Now, even that misleading description would be enough to call into question the huge mountain of hypothetical, ideological speculation that occupies the overwhelming majority of Potter’s report. However, a more precise description of these two studies would look even worse for Potter, because it would look good for school choice.

The Milwaukee study found the voucher program made no visible difference to segregation, at least during the period under observation. It is the only such study ever to find no visible difference. Other studies in Milwaukee using different methods have found more encouraging results, though because of methodological restrictions, none of these studies can be considered a final word. The longitudinal study’s null finding is not as encouraging as a positive finding would have been, but the nightmare world of increasing school segregation promised by Potter’s lengthy speculations apparently did not come to pass in Milwaukee.

Potter draws her claim that “segregation in private schools actually increased” from the Louisiana study. But – as Potter is later forced to admit, though she quibbles about it in ways that obscure what would otherwise be a clear conclusion – the same study found that segregation in public schools decreased by a much greater amount than the increase in private schools. So this study actually found the voucher program created a significant net decrease in ethnic segregation!

After reciting some methodological quibbles, Potter summarizes the results with the statement that the program had a “mixed effect.” When you’ve been in the education research business long enough, your eyes automatically roll by reflex whenever they read the words “mixed effect.” A mixed effect is a positive effect produced by a policy that the researcher doesn’t like.

It’s interesting that there have actually been two longitudinal studies of the Louisiana voucher program, and Potter didn’t review the other one. That study found the program decreased segregation in public schools while having no effect on segregation in private schools – and in school systems under court orders for desegregation it had a positive effect in both public and private schools.

As we look at the evidence on private school choice — the actual evidence, not speculation — we should consider it in comparison with the continuing epidemic of ethnic segregation in the public school system. Jim Crow began in the public schools, and its legacy has never really left. The Government Accountability Office recently found that from 2000 to 2014, the percentage of all K-12 public schools with ethnic or socio-economic “isolation” (defined as those with over 75 percent of students from the same group) grew from 9 percent to 16 percent.
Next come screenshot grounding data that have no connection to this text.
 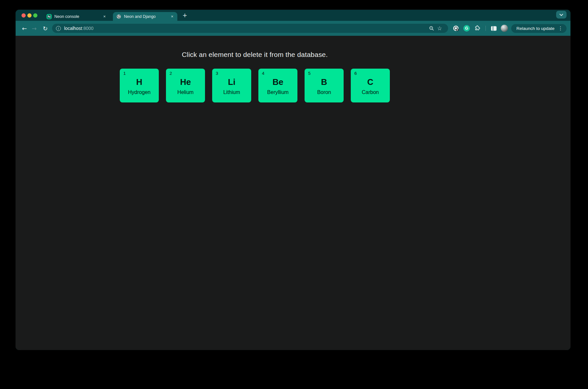 I want to click on element-card-helium: 2 He Helium, so click(x=185, y=86).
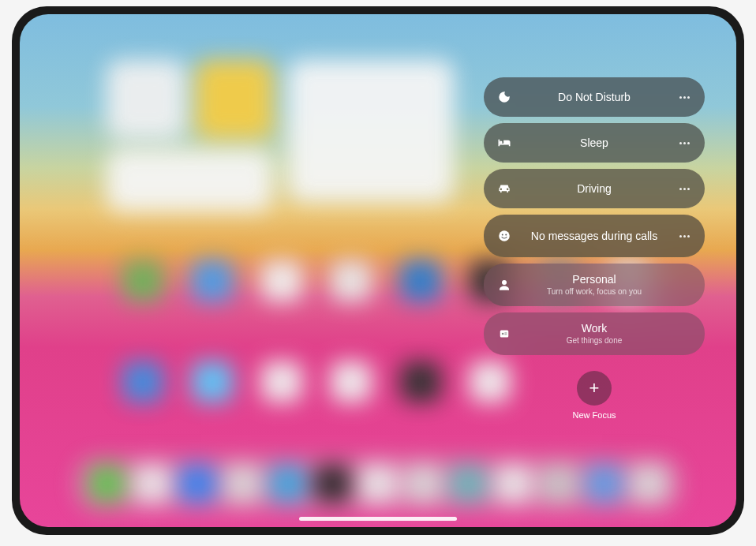 The height and width of the screenshot is (546, 756). Describe the element at coordinates (594, 144) in the screenshot. I see `focus-item-label: Sleep` at that location.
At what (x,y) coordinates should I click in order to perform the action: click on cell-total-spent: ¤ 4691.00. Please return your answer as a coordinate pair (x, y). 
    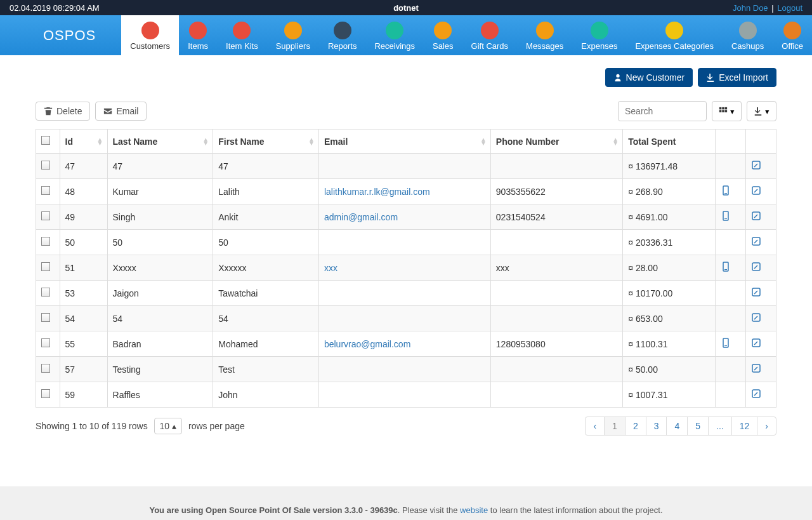
    Looking at the image, I should click on (669, 217).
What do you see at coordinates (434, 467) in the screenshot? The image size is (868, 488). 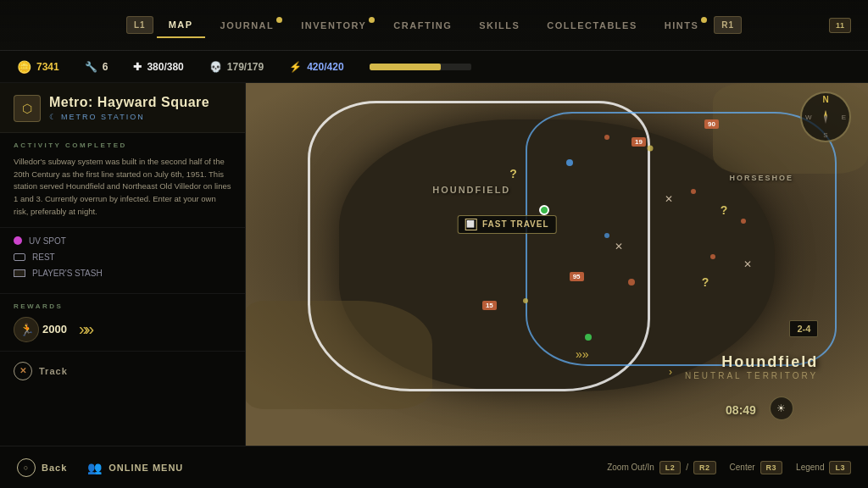 I see `bottom-bar: ○ Back 👥 ONLINE MENU Zoom Out/In L2 / R2…` at bounding box center [434, 467].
Choice may tend to produce positive results because you can’t get much more segregated than a system in which students are assigned to schools based on where their parents can afford to live. If Potter wants to fight segregation, she’s looking in the wrong place.

Within the limitations of available data and methods, the empirical evidence is very encouraging for private school choice on ethnic segregation – just as it is on academic outcomes, effects on public schools, fiscal effects and effects on civic values and practices. If there were no data, speculation would be all we had; in light of the data, speculation ought to give way to reality.

— Greg Forster

Greg Forster, Ph.D. is a Friedman fellow with EdChoice.